The committee’s request has to do with the process of examining Trump’s tax records while he was president, rather than the information they contain.
“The president’s and vice president’s returns are audited every year regardless of whether they raise red flags that might cause another taxpayer to be audited,” Daniel Hemel, a professor at New York University School of Law, told Vox via email. The procedure for auditing those returns is unique to those records, as laid out in the Internal Revenue Manual. They’re supposed to receive a prompt and thorough examination under careful security measures. “One reason for the House Ways & Means Committee inquiry is to learn how — in practice — those audits differ from audits of other returns,” Hemel said.
The other question the documents could answer is, as Hemel told Vox, whether the IRS dealt with any red flags appropriately.

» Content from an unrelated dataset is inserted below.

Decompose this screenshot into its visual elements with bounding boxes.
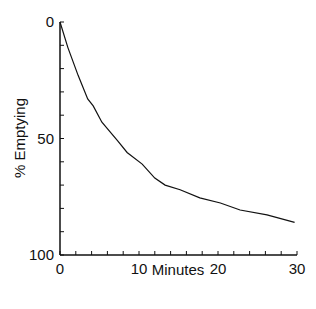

“By reviewing the returns itself, a congressional committee could learn whether there are any suspicious items that, in a normal audit, would warrant follow-up,” he said. “And then the committee could investigate whether the IRS actually did follow up on those items and to what effect.”
Depending on the results of the review, Congress could change the process via legislation.
Despite the public’s legitimate interest in Trump’s tax returns, there’s still a shroud of secrecy around them. They’re sensitive private documents, even if they belong to a public figure and former politician, and they must be treated that way, as the Internal Revenue Manual dictates.
Legally, the IRS has to furnish returns to the Ways and Means Committee, the Senate Finance Committee, or the Joint Committee on Taxation upon written request from the committee chair, but that doesn’t give those bodies carte blanche to make them public.
But what those three committees can do, Hemel pointed out in a piece for Lawfare, is submit the documents in legislation or a report to the full House or Senate, or both, at any time, putting that information into the public record.
There are political reasons for the House committee to keep the documents private for now. First of all, it would be a bait-and-switch to make them public; Neal stated multiple times since he requested the information in 2019 that the committee’s sole intent was to examine the presidential audit procedure — not to release it for political purposes or to embarrass Trump.
Given that the committee probably won’t (or, at least, probably shouldn’t, as Hemel argues) release the documents to Congress, and won’t finish a thorough examination of the presidential audit process before January 3 when Republicans gain leadership of the committee, there are still ways Congress could carry out the review of the audit procedures — and also eventually release Trump’s tax documents.
Now that the highest court has decided Trump cannot block congressional committees from obtaining his returns and requested materials, the Senate Finance Committee, which will remain in Democratic control, could step in and request the documents, carrying out its own assessment of the presidential audit process. That, Hemel said, could motivate Congress to make legislative changes to the process if necessary — or “make a referral to the Justice Department for prosecution if the facts warranted.” From there, the committee could release the documents to the full Senate, by making such a referral or designating another legitimate reason to do so.
Given the scope of the Ways and Means Committee’s reasoning for requesting Trump’s tax returns, the public likely won’t see those documents any time soon. But that doesn’t mean we shouldn’t — or that we never will.